A withdrawn, eccentric and cantankerous man, he experienced bouts of depression and paranoia, and worried about harassment by neighborhood youths, fearful that arsonists would target his gallery. He was known as the “Dragon of St George Street.” He died by his own hand in 1977.
Fantastic, a weird fusion of traditional folk art and pop culture. [Cunningham’s] world is not only fabulously Technicolored […] It also teems with bright, often closely observed flora and fauna … all rendered in unexpected textures and often ingenious brushwork.”
R. Smith, New York Times, February 17, 1995
He painted genre scenes, primarily landscapes of the places he’d seen, from Nova Scotia down the Eastern seaboard to Florida. His views of the Atlantic coast and its intercoastal ecosystem are populated with dock workers, fishermen, farmers, wildlife and even American Indian tribes. He is known to have painted more than 400 landscapes, most depicting his vision of an ideal, unspoiled past, where life was simple and elements of modern life were absent.
Earl Cunningham combined fact, fantasy and his own life experiences in vibrant paintings teeming with narrative activity. His view of the world was unique, and his naïve style and vivid colors have labeled him both an “American Primitive Fauve” and a “folk modernist”. Although he was entirely self-taught, Cunningham actually developed a sophisticated understanding of color, light and atmosphere. Preliminary drawings usually preceded carefully planned paintings, which were mostly oil on Masonite, a surface that enhanced their brilliance and highlighted details. In fact, when we first entered the gallery, our initial reaction was that the images were backlit, painted on glass!
He painted with artist paints as well as commercial house paints. He was known to purchase cans of paint from yard sales and to have as many as 20 to 30 cans in his studio.
He used broad, flat space and vivid color to create imaginary landscapes filled with unexpected and unlikely things. He took liberties with perspective. Space is shortened, as the foreground and middle ground stack atop one another. Notable are the inaccurate proportions in many paintings — like medieval artists, he proposed that the more important the object, the larger it should appear, regardless of its place in the landscape.
In 1969, art collector Marilyn Mennello noticed several Cunningham paintings in the window of his shop, and, after a great deal of persuading he eventually consented to sell her one, View From the Widow’s Walk. She acquired a few others during his lifetime and hundreds more after he took his own life in 1977. Cunningham’s dream was fulfilled when the Mennello Museum of American Folk Art opened in 1998.
The childlike simplicity of Cunningham’s naïve art has an uncanny appeal.

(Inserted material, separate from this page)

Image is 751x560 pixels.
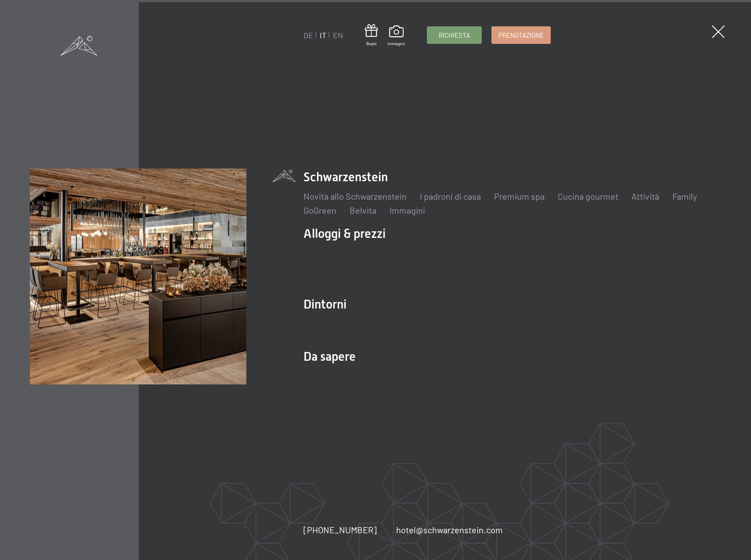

While they have the sweetness of nostalgia, some are stinging statements against progress. Throughout a lifetime of painting, his style never changed, never referenced artistic conventions of proportion and perspective. Note the similarities between Town on Pleasant Point Bay, and Stony Cliffs Series (11), painted 30 years apart. But the creative expression and the abundance of detail make Earl Cunningham’s anomalous paintings utterly captivating!
Hmmm … maybe it’s time to plan a little trip?
Mennello Museum of American Art
(formerly Mennello Museum of American Folk Art)
900 East Princeton Street, Orlando, FL
407–246–4278
This article was previously published on the Art Things Considered art and travel blog, brought to you by ArtGeek.art. ArtGeek is the only online tool that makes it easy to discover almost 1700 art museums, historic houses & artist studios, and sculpture & botanical gardens across the US.